It has become cliche to say that the greatest kept secret in the church is its social justice tradition. I think it is getting fair airing today having become a topic of political chatter at the highest level and having received a boost with the last papal encyclical.
So I’ll venture to suggest that there’s an even deeper secret that cuts across denominational lines: the themes of Gospel nonviolence and love of enemies.
Quick, when’s the last time you heard anyone preach on those themes as constituent elements of Christianity’s sacred texts? When was the last time you heard a diocesan priest draw out the implications of those themes for U.S. Catholics?
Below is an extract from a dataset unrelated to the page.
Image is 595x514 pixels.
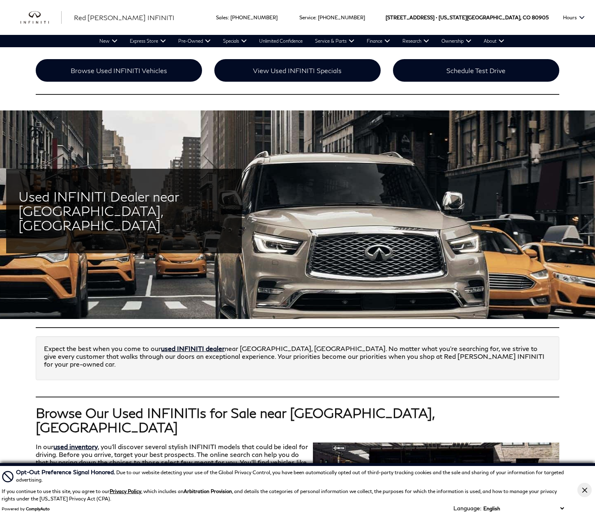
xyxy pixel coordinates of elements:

For too long in the case of Catholic social teaching, the reservoir of wisdom was kept largely by small groups on the sidelines of the main event. So it is with nonviolence. Small groups and committed individuals keep the teachings and the tradition alive and one of those groups, indispensible to the mission, is Pax Christi USA, which recently concluded it’s annual meeting, held this year in Chicago.
One of the individuals who understood the implications of that message for Catholics in the United States is Bishop Leroy Matthiesen, the 88-year-old retired bishop of Amarillo, Tex., who, soon after his appointment during the Reagan era, asked Catholics in his diocese to walk away from their jobs at the Pantex Plant, where nuclear weapons were assembled.
He received this year’s Pax Christi Teacher of Peace Award. Recalling that time, he said: “I remember one morning reading a verse in the Psalms, ‘A vain hope for safety is the war horse. Despite its power it cannot save.’ I don’t know what made me do it, but I immediately thought, ‘A vain hope for safety is the nuclear weapon. Despite its power, it cannot save!’”
NCR columnist Jesuit Fr. John Dear provides a much fuller report on Matthiesen’s award and the rest of the program at this year’s Pax Christi conference, including the organization’s appeal for more intense work to bring about a greater reduction in the world’s stockpile of nuclear weapons.